Without the logic ability to decipher potential violations from actual violations, preventive controls are a non-starter. Your (preventive) SAP access controls determine authorizations based on two things: 1.) a user’s role and 2.) the role’s associated permissions (think transactions.) While this works in the vast majority of cases, enforcing SoD requires controls with more granularity.

Let’s take a look at what an actual SoD violation entails

The whole objective of SoD is to avoid conflicts of interest in your business processes. Although, conflicting transactions do not necessarily pose a conflict of interest, unless the subject is the same.

For example, a user performs the transactions to create and approve multiple purchase orders. Looking at the transactions themselves, this activity has the potential for violations. Looking deeper into the PO details, you may see that the user never created and approved the same PO – therefore no violation was made.

SAP can show you 1.) the user and role, and 2.) the transactions performed, but is missing the 3rd component: the field-level values in the PO itself. This lack of visibility into attributes beyond roles and permissions is what makes preventive controls a non-starter and clutters SoD audit logs with false-positives when exceptions have been made.

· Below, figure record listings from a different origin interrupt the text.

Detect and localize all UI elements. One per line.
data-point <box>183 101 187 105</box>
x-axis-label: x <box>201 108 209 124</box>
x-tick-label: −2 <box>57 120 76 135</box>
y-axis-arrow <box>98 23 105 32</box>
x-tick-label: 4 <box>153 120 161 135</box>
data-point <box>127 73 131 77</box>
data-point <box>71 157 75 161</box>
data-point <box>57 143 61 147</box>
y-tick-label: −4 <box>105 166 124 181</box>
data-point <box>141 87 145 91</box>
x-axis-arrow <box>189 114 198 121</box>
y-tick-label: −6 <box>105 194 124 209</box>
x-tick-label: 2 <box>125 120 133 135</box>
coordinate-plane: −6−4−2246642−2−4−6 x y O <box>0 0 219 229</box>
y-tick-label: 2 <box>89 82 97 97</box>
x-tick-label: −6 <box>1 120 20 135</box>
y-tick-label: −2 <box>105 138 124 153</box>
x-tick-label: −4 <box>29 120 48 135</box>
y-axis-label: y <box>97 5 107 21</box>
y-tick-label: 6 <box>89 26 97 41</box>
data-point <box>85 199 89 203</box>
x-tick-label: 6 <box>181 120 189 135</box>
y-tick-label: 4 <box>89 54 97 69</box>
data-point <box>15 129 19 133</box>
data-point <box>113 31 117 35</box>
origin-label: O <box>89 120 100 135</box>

The Solution? Enforcing SoD Policy with Attribute-Based Access Controls

Attribute-Based Access Controls (ABAC) enable the use of “attributes” in authorization decisions. These attributes can be anything from user details such as role, department, nationality, or even a user’s security clearance level. Additionally, access context such as IP address, location, time, device and transaction history can be considered. And most importantly for SoD, data attributes can now be used in authorization logic. This means that field-level values within SAP can be used to determine whether to block or allow a transaction, and these details can further be used in reporting activities.

In the Purchase Order example above, data attributes can be used to identify whether a user performed the first transaction and make the correlation that performing the second transaction would result in a violation. 

Combining SAP’s role-based access controls (RBAC) with an attribute-based access control (ABAC) solution enables granular control and visibility that delivers a wide range of business benefits.

Newfound Flexibility in SoD Exception ScenariosRBAC + ABAC Hybrid Approach

The RBAC + ABAC hybrid approach opens the possibility to apply preventive controls in SoD exception scenarios. By doing so, you can offer users the flexibility an exception provides while still preventing any actual violations from happening.

Together, this hybrid approach (RBAC + ABAC) enables a dynamic SoD model that prevents violations while still allowing the flexibility of conflicting roles to be assigned (when necessary) and reinforces role-based policy to mitigate over-provisioning.

RBAC + ABAC Hybrid Approach Using Appsian

Appsian adds an additional authorization layer to SAP GRC Access Control that correlates user, data and transaction attributes, along with identified SoD conflicts, to block conflicting transactions at runtime.